Opportunity recognition
November 01, 2018
I was talking to my friend Tom over the weekend about opportunity recognition, the skill of "seeing what's next". Though I live in Silicon Valley, I've never had the confidence to "bet the farm" on a particular idea, doing something crazy like dropping out of Harvard and moving halfway across the country, or running up $25K in credit card debt, to pursue a business idea.
Nonetheless, opportunity recognition is an important skill in business; if you're going to commit resources—time, money, attention—you'd better be able to tell whether something will work.
That's when I remembered this picture from my friend Kurt:
Kurt's daughter Clara is 2 or 3 years old, but she's already "running sound" at church, just like her dad. He sent this as kind of a joke; obviously a 2-year old can't operate a sound board. But she's learning young, and if this is something she enjoys, she'll have logged a lot of time by young adulthood. I have no idea whether she'll be interested in sound design later in life, but were she to be, she'll be like the boy who did free throws with his dad starting at age 5; practice matters a lot.
Thinking of high achievers I've known, they benefit in numerous ways from their families:
- They learn skills: painting, writing, negotiation
- They're taught habits: grit, hard work, persistence
- They receive access through their family's social and professional connections
- They receive cash which lets them focus on what matters
I still think people are mostly responsible for their own success, but being born in the right family certainly helps. And I hope I can do these things for my children someday.
Looking at it this way, I'm not surprised opportunity recognition wasn't someting I had in my 20s; we had no businesspeople in my family, so I'm not sure where I'd learn it? I also think truly great businesspeople don't so much "take risks" as "identify situations with tons of upside and very little downside".
Nonetheless, I'm getting better at this, though still on the lookout for ways to improve more quickly; it helps to write it down.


▶ **Task objective**: The response should be an exact repetition of all the entries.
[Opening Available records section]
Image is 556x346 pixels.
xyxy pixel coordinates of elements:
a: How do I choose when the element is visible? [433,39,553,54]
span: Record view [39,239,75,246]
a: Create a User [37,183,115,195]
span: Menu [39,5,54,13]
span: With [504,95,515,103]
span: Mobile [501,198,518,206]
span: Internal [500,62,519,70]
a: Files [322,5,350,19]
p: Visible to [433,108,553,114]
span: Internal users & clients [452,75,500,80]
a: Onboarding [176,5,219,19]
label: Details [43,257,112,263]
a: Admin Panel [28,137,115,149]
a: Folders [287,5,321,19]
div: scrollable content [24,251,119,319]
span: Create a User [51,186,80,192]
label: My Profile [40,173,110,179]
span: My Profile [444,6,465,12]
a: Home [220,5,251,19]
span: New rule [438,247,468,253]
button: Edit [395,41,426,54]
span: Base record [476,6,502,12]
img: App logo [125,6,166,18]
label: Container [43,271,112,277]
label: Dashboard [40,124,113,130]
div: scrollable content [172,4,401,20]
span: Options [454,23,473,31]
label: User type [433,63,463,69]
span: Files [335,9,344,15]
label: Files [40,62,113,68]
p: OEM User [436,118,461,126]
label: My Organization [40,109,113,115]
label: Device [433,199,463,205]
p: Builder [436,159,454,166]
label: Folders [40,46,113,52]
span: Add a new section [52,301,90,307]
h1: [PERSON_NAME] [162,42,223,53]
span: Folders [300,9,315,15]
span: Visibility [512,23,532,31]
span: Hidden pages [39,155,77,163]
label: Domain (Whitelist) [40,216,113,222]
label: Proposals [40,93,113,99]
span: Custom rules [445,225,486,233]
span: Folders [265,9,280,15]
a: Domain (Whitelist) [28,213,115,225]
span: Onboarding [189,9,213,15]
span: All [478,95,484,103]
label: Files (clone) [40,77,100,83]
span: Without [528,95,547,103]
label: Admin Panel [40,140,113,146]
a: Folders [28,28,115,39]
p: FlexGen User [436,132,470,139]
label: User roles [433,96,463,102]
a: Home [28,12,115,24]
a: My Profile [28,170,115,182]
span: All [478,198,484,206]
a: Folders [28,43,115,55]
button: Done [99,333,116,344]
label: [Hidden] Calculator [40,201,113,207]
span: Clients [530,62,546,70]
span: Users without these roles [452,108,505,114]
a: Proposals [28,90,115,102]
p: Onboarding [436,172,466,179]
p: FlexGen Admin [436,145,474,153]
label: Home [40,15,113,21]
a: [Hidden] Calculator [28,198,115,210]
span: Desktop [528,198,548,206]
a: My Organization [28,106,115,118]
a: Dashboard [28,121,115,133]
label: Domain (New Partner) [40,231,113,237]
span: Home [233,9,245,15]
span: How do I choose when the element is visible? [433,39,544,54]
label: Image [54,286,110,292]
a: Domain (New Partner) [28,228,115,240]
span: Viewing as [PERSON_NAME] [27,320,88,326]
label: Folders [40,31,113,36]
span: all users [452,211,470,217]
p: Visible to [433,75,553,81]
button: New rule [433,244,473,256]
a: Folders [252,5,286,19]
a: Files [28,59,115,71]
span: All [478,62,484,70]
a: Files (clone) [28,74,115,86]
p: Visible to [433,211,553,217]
[Closing Available records section]
▶ **Answer box**:
Image is 556x346 pixels.
xyxy pixel coordinates of elements:
a: How do I choose when the element is visible? [433,39,553,54]
span: Record view [39,239,75,246]
a: Create a User [37,183,115,195]
span: Menu [39,5,54,13]
span: With [504,95,515,103]
span: Mobile [501,198,518,206]
span: Internal [500,62,519,70]
a: Files [322,5,350,19]
p: Visible to [433,108,553,114]
span: Internal users & clients [452,75,500,80]
a: Onboarding [176,5,219,19]
label: Details [43,257,112,263]
a: Admin Panel [28,137,115,149]
a: Folders [287,5,321,19]
div: scrollable content [24,251,119,319]
span: Create a User [51,186,80,192]
label: My Profile [40,173,110,179]
span: My Profile [444,6,465,12]
a: Home [220,5,251,19]
span: New rule [438,247,468,253]
button: Edit [395,41,426,54]
span: Base record [476,6,502,12]
img: App logo [125,6,166,18]
label: Container [43,271,112,277]
label: Dashboard [40,124,113,130]
div: scrollable content [172,4,401,20]
span: Options [454,23,473,31]
label: User type [433,63,463,69]
span: Files [335,9,344,15]
label: Files [40,62,113,68]
p: OEM User [436,118,461,126]
label: My Organization [40,109,113,115]
label: Device [433,199,463,205]
p: Builder [436,159,454,166]
label: Folders [40,46,113,52]
span: Add a new section [52,301,90,307]
h1: [PERSON_NAME] [162,42,223,53]
span: Folders [300,9,315,15]
span: Visibility [512,23,532,31]
span: Hidden pages [39,155,77,163]
label: Domain (Whitelist) [40,216,113,222]
label: Proposals [40,93,113,99]
span: Custom rules [445,225,486,233]
span: Folders [265,9,280,15]
a: Domain (Whitelist) [28,213,115,225]
span: Onboarding [189,9,213,15]
span: All [478,95,484,103]
label: Files (clone) [40,77,100,83]
span: Without [528,95,547,103]
label: Admin Panel [40,140,113,146]
a: Folders [28,28,115,39]
p: FlexGen User [436,132,470,139]
label: User roles [433,96,463,102]
a: Home [28,12,115,24]
a: My Profile [28,170,115,182]
span: All [478,198,484,206]
a: Folders [28,43,115,55]
button: Done [99,333,116,344]
label: [Hidden] Calculator [40,201,113,207]
span: Clients [530,62,546,70]
span: Users without these roles [452,108,505,114]
a: Proposals [28,90,115,102]
p: Onboarding [436,172,466,179]
p: FlexGen Admin [436,145,474,153]
label: Home [40,15,113,21]
a: [Hidden] Calculator [28,198,115,210]
span: Desktop [528,198,548,206]
a: My Organization [28,106,115,118]
a: Dashboard [28,121,115,133]
label: Domain (New Partner) [40,231,113,237]
span: Home [233,9,245,15]
span: How do I choose when the element is visible? [433,39,544,54]
label: Image [54,286,110,292]
a: Domain (New Partner) [28,228,115,240]
span: Viewing as [PERSON_NAME] [27,320,88,326]
label: Folders [40,31,113,36]
span: all users [452,211,470,217]
p: Visible to [433,75,553,81]
button: New rule [433,244,473,256]
a: Folders [252,5,286,19]
a: Files [28,59,115,71]
span: All [478,62,484,70]
a: Files (clone) [28,74,115,86]
p: Visible to [433,211,553,217]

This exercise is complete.